Ole Miss is Testing Returning Players, But That Isn't a Uniform Reality
Student-athletes around the nation are beginning to roll back into their college training facilities for voluntary workouts.
But there's not exactly a uniform means of how to handle these athletes returning following the initial outbreak of the coronavirus pandemic months ago.
Ole Miss tested all football players and staffers as they appeared on campus for the first time on Monday. This will continue to happen as student-athlete trickle in during waves over the course of coming weeks. However, Ole Miss' plan isn't uniform nationwide.
As reported yesterday by Ross Dellenger, some schools plan to only test athletes who are experiencing symptoms. Many other schools are yet to lay out plans to test throughout the remainder of offseason workouts.
This presents an obvious issue, one that many doctors are fearful of more than anything else – the asymptomatic spread of COVID-19. Consider this example of the asymptomatic spread of the virus, one used by medical experts as a potential analogy to college athletes.
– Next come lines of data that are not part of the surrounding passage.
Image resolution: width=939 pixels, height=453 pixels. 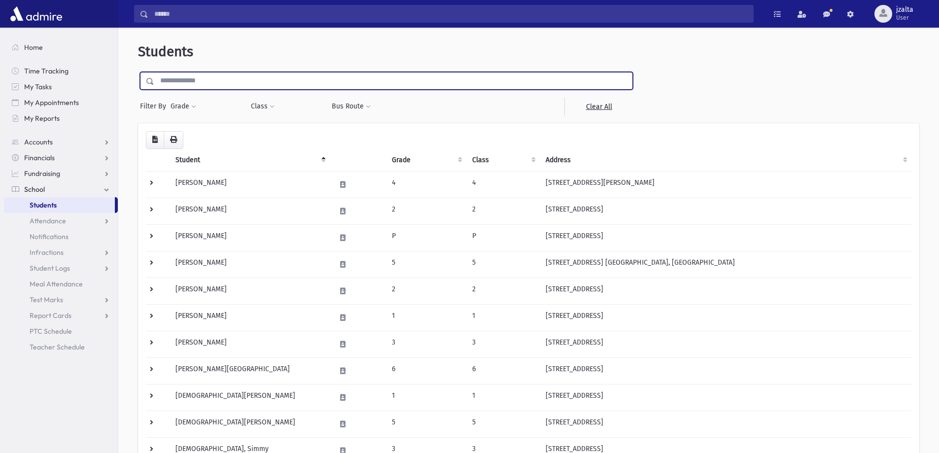 What do you see at coordinates (50, 268) in the screenshot?
I see `span: Student Logs` at bounding box center [50, 268].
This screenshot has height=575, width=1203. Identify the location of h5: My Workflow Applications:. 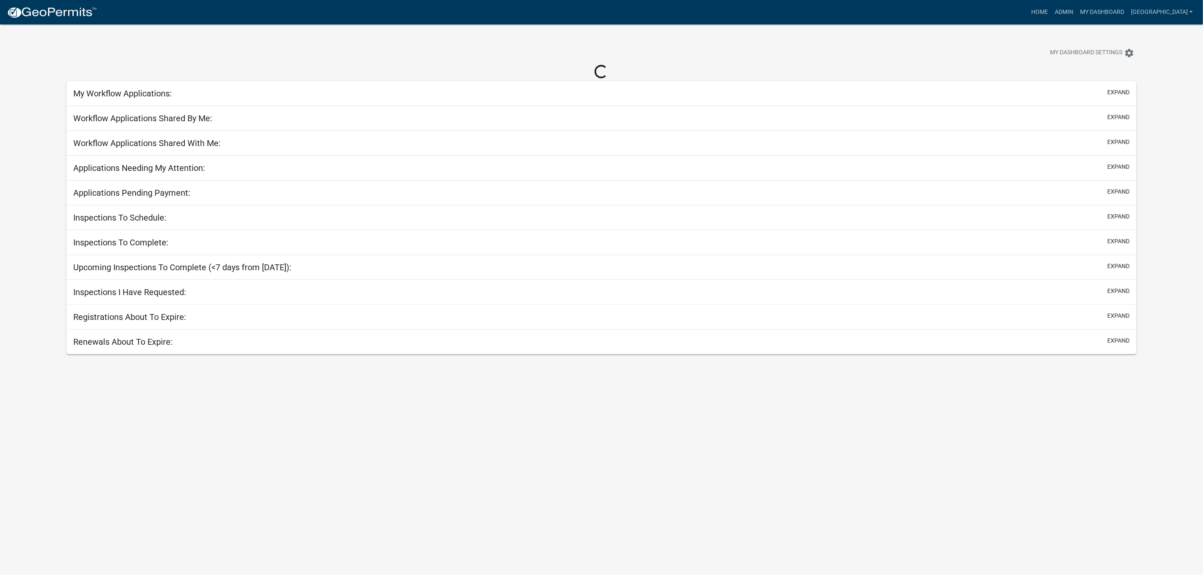
(123, 93).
On March 22, about a week after the coronavirus slowed the sports world to a crawl, a U.S. aircraft carrier in the Pacific Ocean reported its first case of infection. Two weeks later, 150 sailors on the USS Teddy Roosevelt tested positive for the disease and one of those, a hospitalized chief petty officer, died from it. By early May, six weeks after the initial positive test, more than 1,150 sailors—roughly one-quarter of the Roosevelt’s crew—were infected with coronavirus in one of the largest close-quarter spreads in the global outbreak: an epidemic within a pandemic.
These soldiers were mostly healthy and mostly young, similar to that among our athletes returning to campus, and the virus still spread.
Ole Miss has laid out a pretty solid plan on how athletes will return to campus. Monday's June 1 returning group consisted of athletes living off campus. On Friday, returning players who live on-campus will arrive. Freshman and other newcomers do not report until June 15. This strategy, in theory, prevents a mass onslaught of new, potential carriers from showing up all at once.
Many schools around the SEC have similar plans as far as returning in waves and testing.
At Ole Miss, players and staffers are going through both COVID-19 and antibody tests. Other precautions in the weight rooms and meeting rooms and around the Manning Center are being taken to ensure social distancing. And at least temporarily, coaches will likely be in masks.
However, even some within the SEC aren't going to test immediately. Missouri and Arkansas, for example, are only tested upon arrival if they are symptomatic. Additionally many smaller schools simply aren't going to have the resources for the costly (and relatively hard to come by) tests.
It's a bizarre standard on the return to play and return to football, but at least it seems like Ole Miss is doing everything they can as far as testing to ensure the safest possible return for the athletes.